• **WHAT THE TASK ASKS**
Although the data below contains pictures, output only the lines between those holding "Identify the location of indent-marker-icon." and "Task: Click on", inclusive, exactly and without those pictures.
[PROVIDED DATA — start]
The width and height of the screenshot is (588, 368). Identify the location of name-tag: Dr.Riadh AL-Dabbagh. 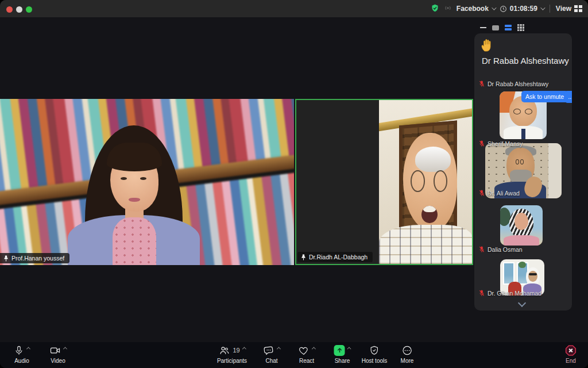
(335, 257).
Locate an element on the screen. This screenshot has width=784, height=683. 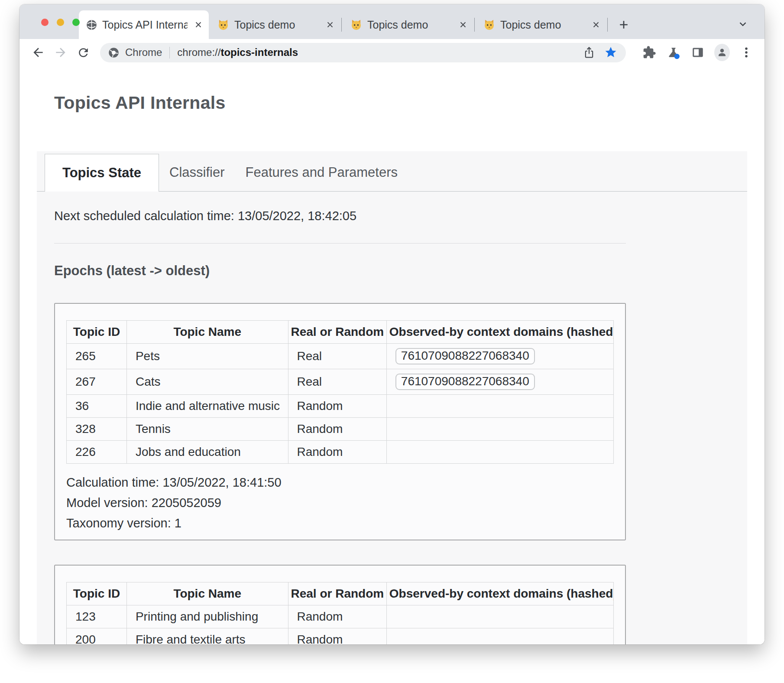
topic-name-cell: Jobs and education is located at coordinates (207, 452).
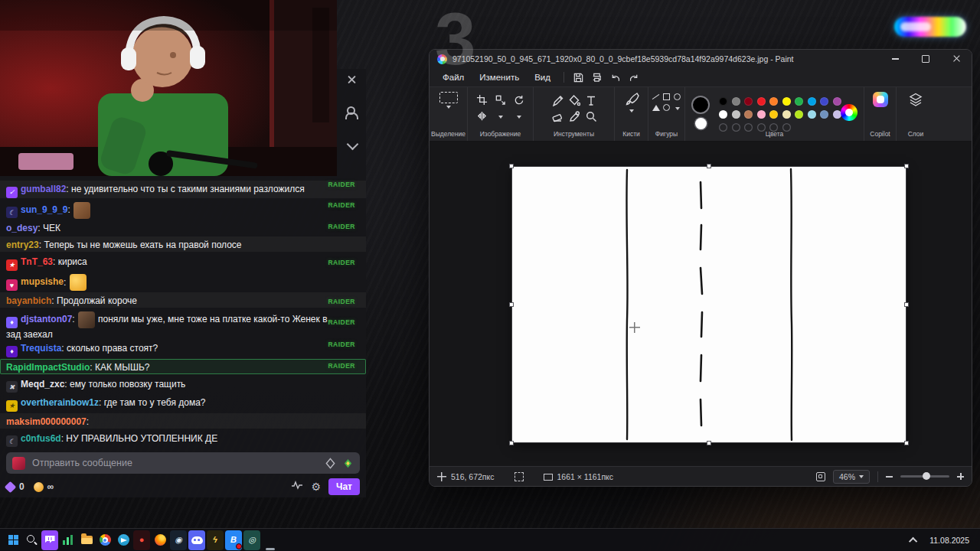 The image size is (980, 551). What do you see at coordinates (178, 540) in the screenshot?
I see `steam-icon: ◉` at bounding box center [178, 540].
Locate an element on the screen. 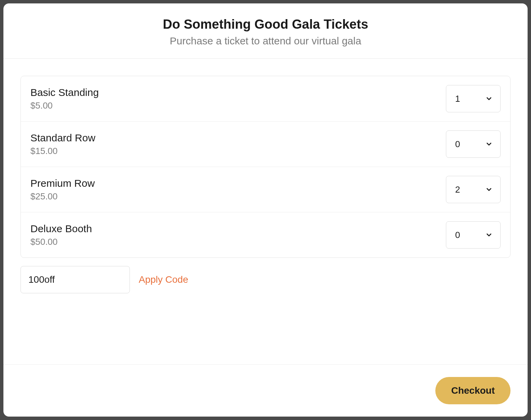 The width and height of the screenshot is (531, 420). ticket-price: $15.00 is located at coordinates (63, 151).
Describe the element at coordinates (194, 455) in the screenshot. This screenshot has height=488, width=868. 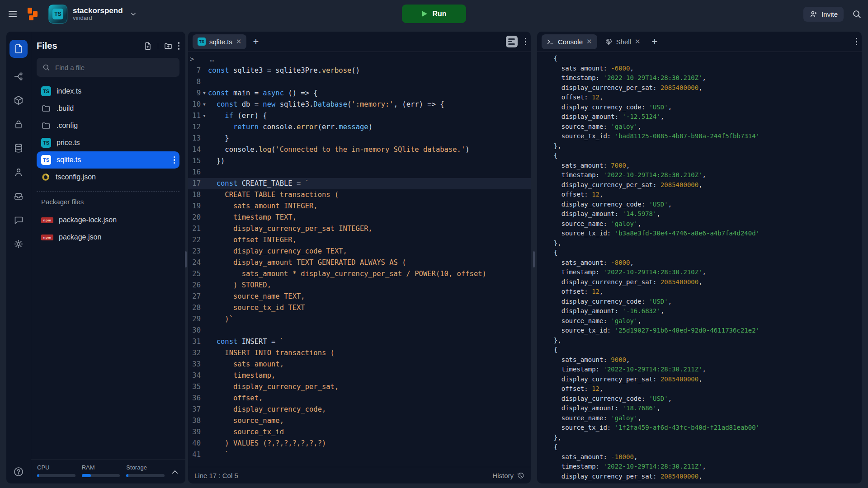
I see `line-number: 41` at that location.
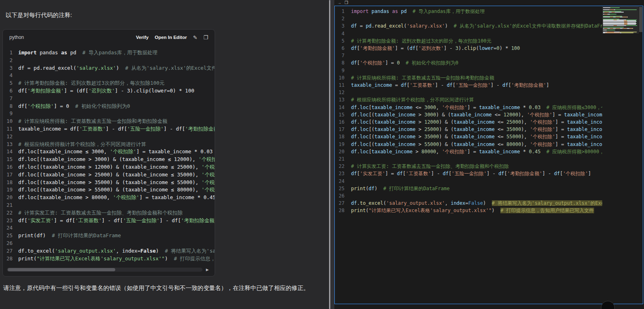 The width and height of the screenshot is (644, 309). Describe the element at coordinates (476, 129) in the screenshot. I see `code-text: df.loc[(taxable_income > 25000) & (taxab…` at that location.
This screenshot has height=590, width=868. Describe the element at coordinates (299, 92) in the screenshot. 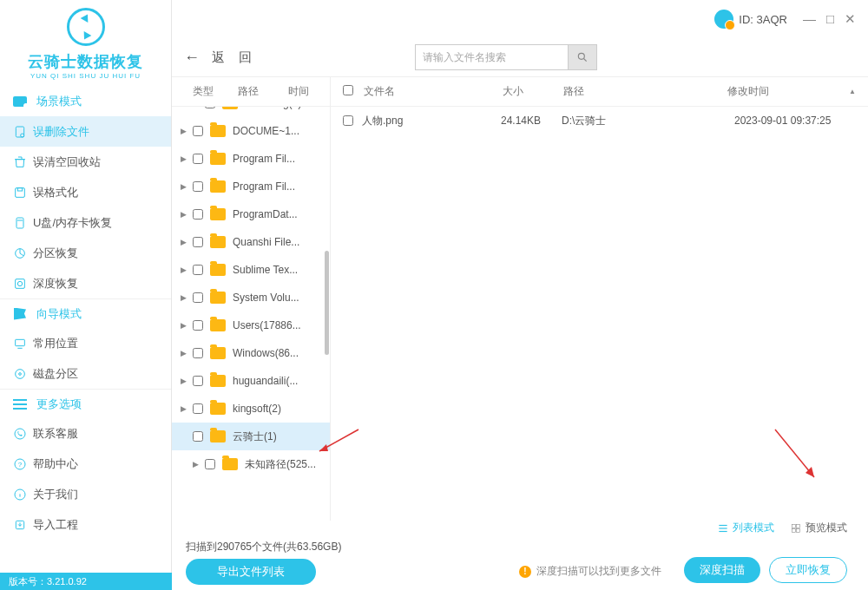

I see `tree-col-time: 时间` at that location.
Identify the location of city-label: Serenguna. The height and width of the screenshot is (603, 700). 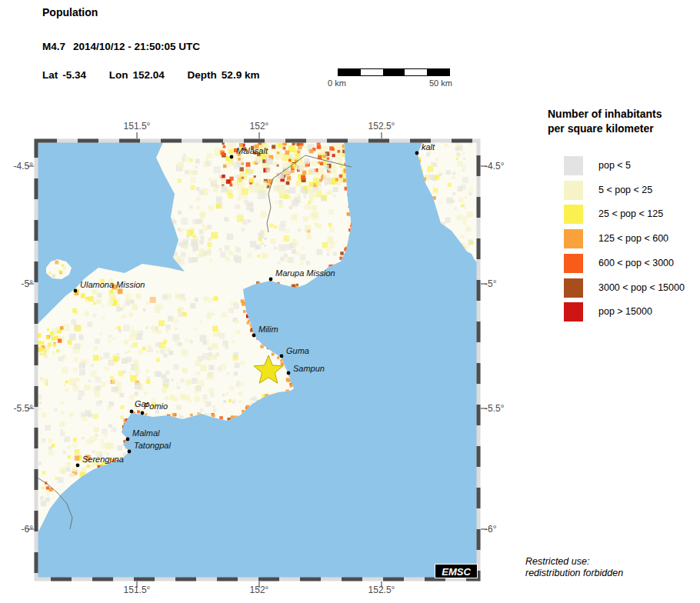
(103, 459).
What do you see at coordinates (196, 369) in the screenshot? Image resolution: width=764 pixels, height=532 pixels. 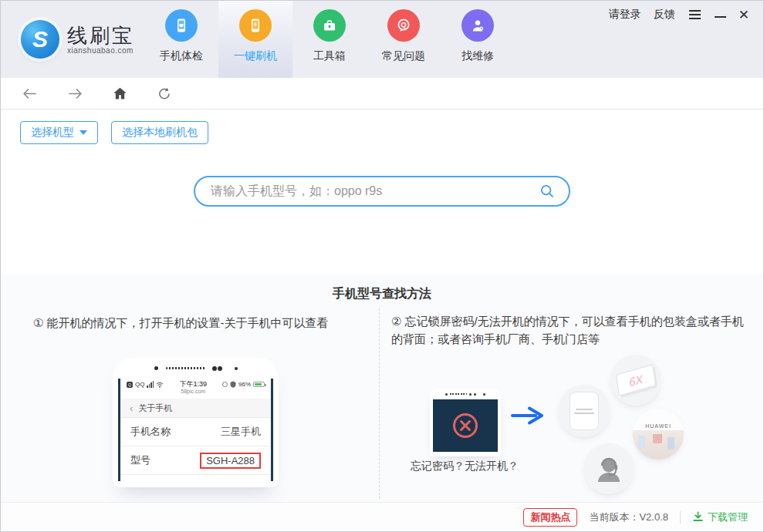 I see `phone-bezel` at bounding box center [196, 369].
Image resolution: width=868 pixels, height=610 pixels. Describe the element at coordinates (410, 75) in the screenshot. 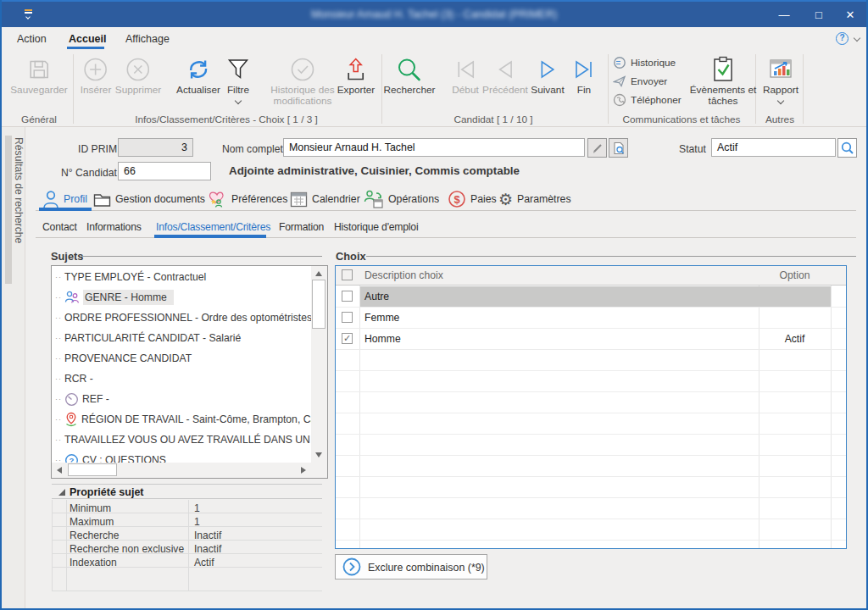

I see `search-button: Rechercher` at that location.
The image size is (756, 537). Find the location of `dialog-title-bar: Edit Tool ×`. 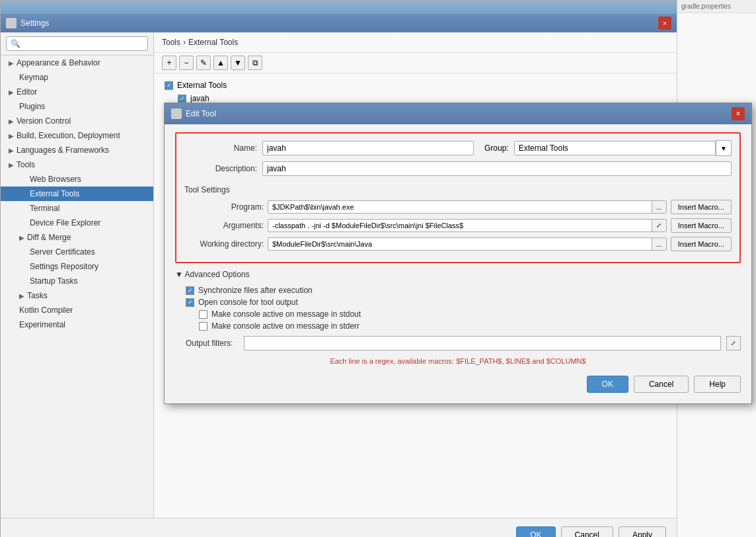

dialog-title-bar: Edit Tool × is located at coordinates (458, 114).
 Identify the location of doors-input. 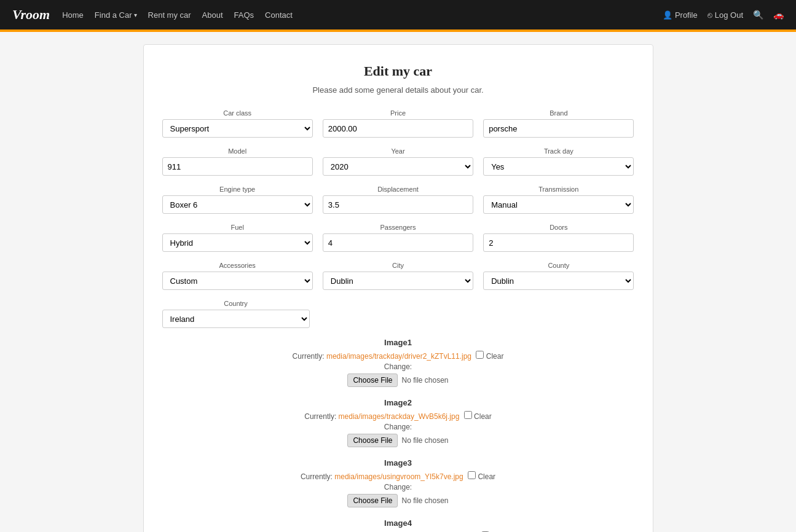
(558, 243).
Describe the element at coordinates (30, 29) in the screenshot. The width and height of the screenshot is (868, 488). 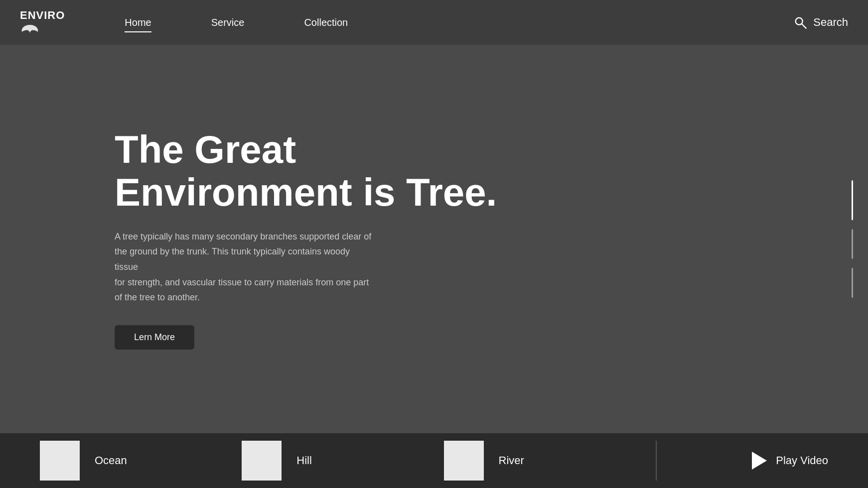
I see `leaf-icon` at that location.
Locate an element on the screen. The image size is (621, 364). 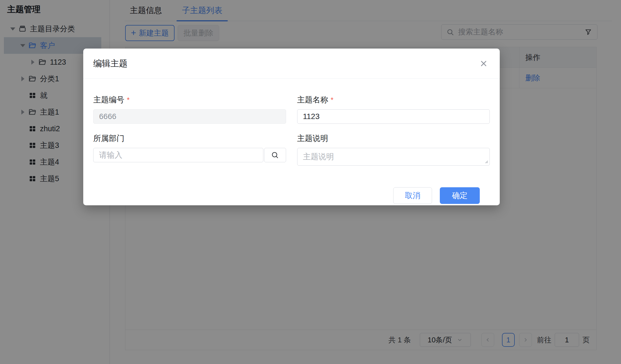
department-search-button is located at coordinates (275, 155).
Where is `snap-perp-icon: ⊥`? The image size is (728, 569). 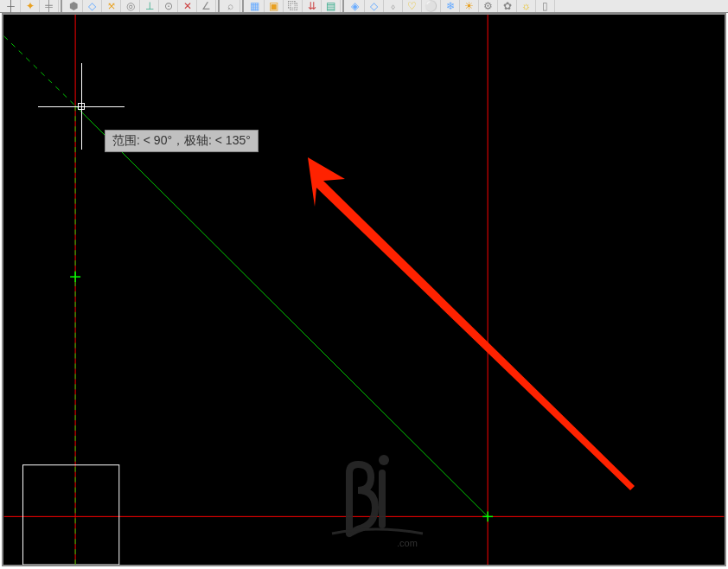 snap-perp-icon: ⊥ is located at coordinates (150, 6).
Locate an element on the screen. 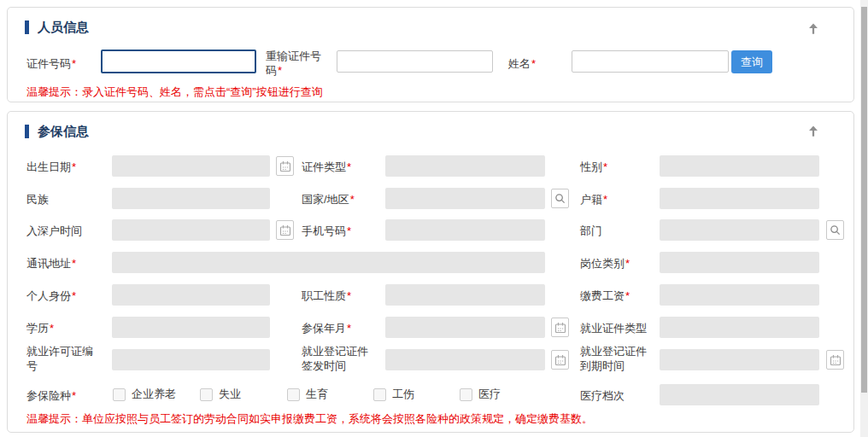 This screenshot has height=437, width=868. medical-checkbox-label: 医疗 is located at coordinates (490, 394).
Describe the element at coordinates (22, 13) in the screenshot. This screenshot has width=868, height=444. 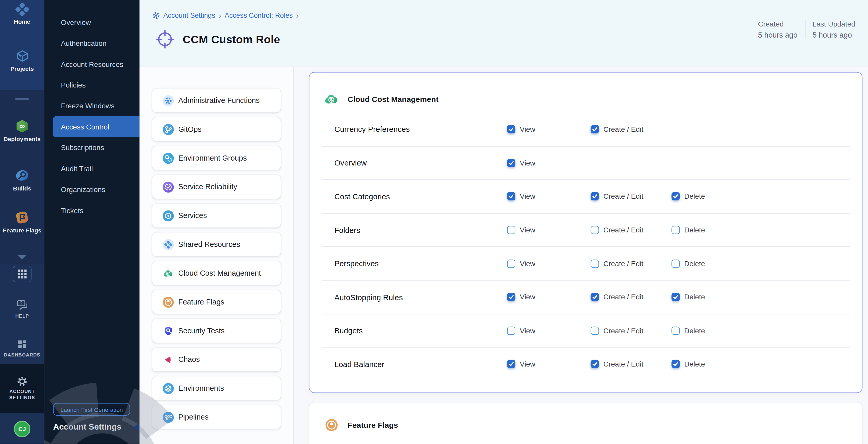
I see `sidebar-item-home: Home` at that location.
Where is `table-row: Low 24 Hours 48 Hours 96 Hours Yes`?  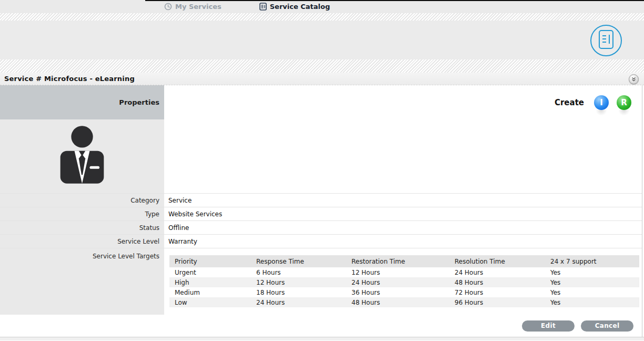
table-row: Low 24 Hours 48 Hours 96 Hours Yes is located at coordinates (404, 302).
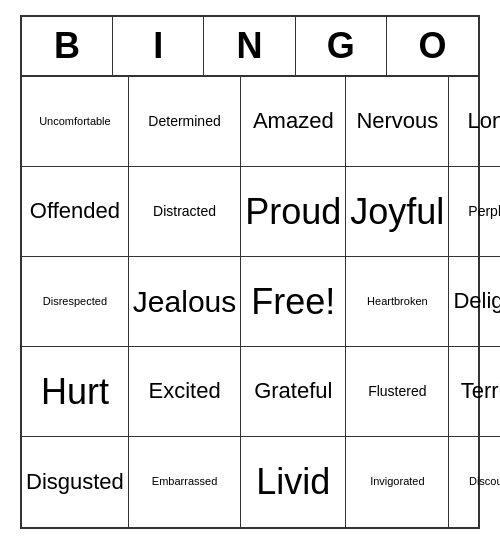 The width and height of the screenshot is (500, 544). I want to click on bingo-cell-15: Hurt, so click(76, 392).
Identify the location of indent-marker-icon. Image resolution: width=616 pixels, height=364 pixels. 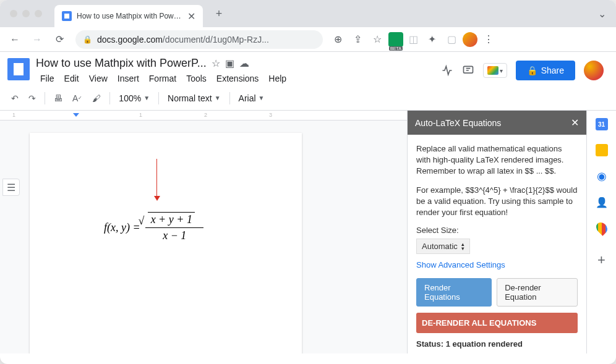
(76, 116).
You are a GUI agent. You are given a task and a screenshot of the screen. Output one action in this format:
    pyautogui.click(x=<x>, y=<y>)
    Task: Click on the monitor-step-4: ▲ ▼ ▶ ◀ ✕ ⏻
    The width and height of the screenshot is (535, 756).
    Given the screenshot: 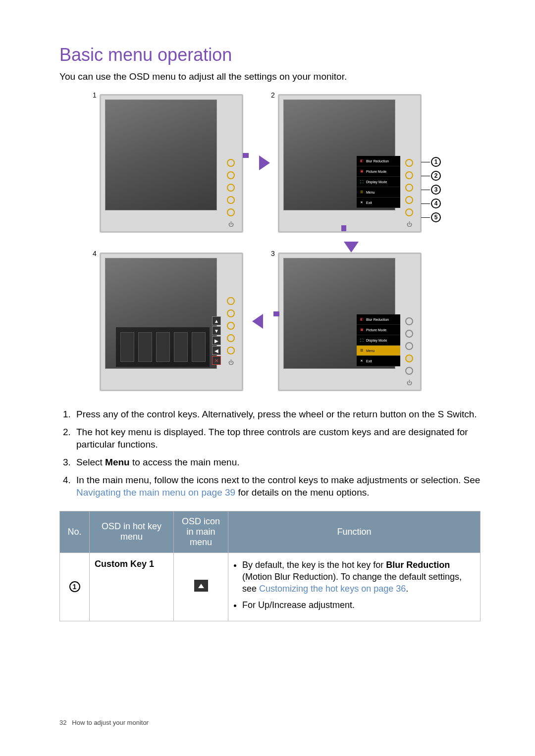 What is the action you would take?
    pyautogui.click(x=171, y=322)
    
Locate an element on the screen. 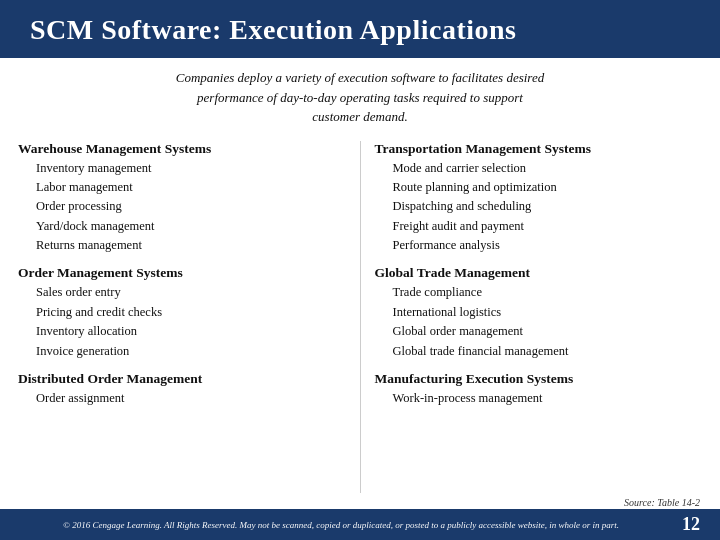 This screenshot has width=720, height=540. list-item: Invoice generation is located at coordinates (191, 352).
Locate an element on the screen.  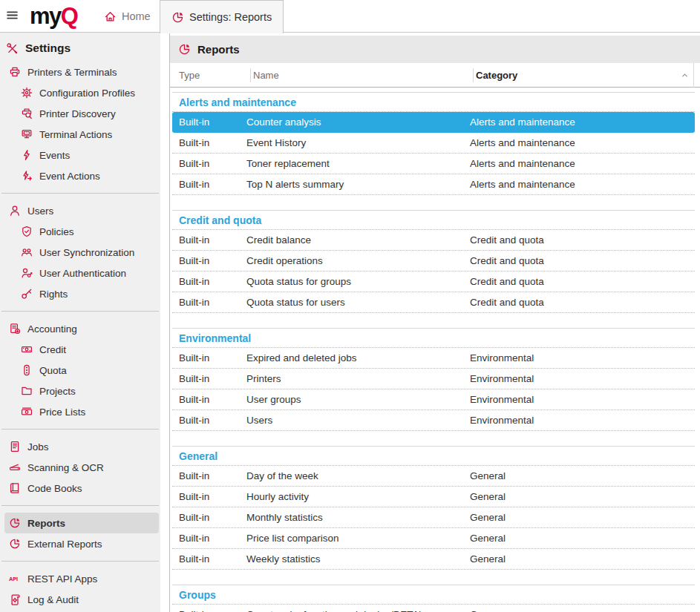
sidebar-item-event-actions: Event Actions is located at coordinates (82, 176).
[PROVIDED DATA — finish]
• **OUTPUT BELOW**
Identify the location of indent-marker-icon. Image resolution: width=616 pixels, height=364 pixels. 
(76, 116).
You are a GUI agent. You are given a task and a screenshot of the screen. Output one action in this format:
    pyautogui.click(x=<x>, y=<y>)
    Task: Click on the monitor-step-4: ▲ ▼ ▶ ◀ ✕ ⏻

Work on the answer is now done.